There is no end, no beginning: T. Liem’s Slows: Twice

Can contemporary poets maintain a sense of informality and inventiveness while expressing insight into the profound depths of the truth we so desperately yearn for? Can poetry reimagine sensibility while still being able to make sense? T. Liem’s latest book, Slows: Twice, walks on two stilts – one inviting the reader to question their most basic intuitions of what makes sense – and what breaks it. Its brilliance lies, in part, that it reflects something actual and emotionally resonant while challenging readers to aberrate their perceptions of how they view contemporary verse.

There is no end, no beginning: T. Liem’s Slows: Twice

Slows is written like a kaleidoscope of any writer’s artistic process – the pacing hours, staring blankly out the window, bypassing commonsensical metaphors and tropes, with questions that should probably be left up to philosophers. Much like the poetic process, Liem’s poems are not a linear entelechy; they are an oscillating continuum, broken down into pieces and sizes, preserved and suspended in the mirror that reflects the past and future. The speaker visits their grandmother’s handwritten autobiography, intimate midnight moments when time is cradled still, and listens to strangers’s phone calls through the wall in an obscure Motel 6. Floating through unsleeping moments in time, penetrating the bark of incorruptible silence in moments of euphoric wonder – nothing is concealed.

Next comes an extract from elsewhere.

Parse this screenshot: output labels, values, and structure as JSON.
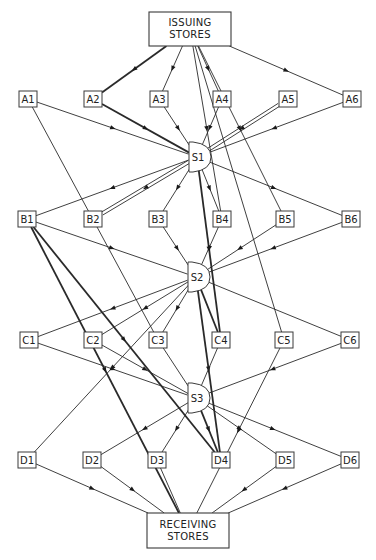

Slows takes mirroring to a whole new level – the second half of the book mirrors the first half, as it rewrites all nineteen poems. By resembling each poem, not by accident, but by discovering hidden meaning through the fusion of mirroring and reflective lyricism. Some poems are inverted so as only to be able to be read in a mirror; others occupy the corners of the page, while some are composed like snippets of newspaper taped to a wall. Each poem in the collection has a corresponding poem that flows together, one creating tension, and the other release. Slows is not merely a collection of poems bound together by a common cover, but a series of interocular pieces which function as one continuous body. Liem vindicates these cadenced confessions with contemplations on longing, love, and eternity into a smooth-flowing continuum,; there is of course, no end, no beginning.

There is no end, no beginning: T. Liem’s Slows: Twice

T. Liem, acclaimed author of “Obits” (published by Coach House in 2018), garnered recognition with a Lambda Literary Award shortlisting and the prestigious Gerald Lampert Memorial Award, along with the A.M. Klein Prize. Their written works have found a home in various publications such as Apogee, Plenitude, The Boston Review, Grain, Maisonneuve, Catapult, The Malahat Review, and The Fiddlehead, among others. An essay by Liem delving into family and the experience of growing up with Indonesian and British heritages, titled “Rice Cracker,” earned them the Constance Rooke Creative Nonfiction Prize in 2015.
Originally from Alberta, T. Liem now resides in Montreal, specifically in the unceded Kanien’kehá:ka territories known as Tio’Tia:ke.

 

About Samuel Wise 8 Articles
Samuel Wise is a poet and musician living and writing in Montreal's Plateau neighbourhood.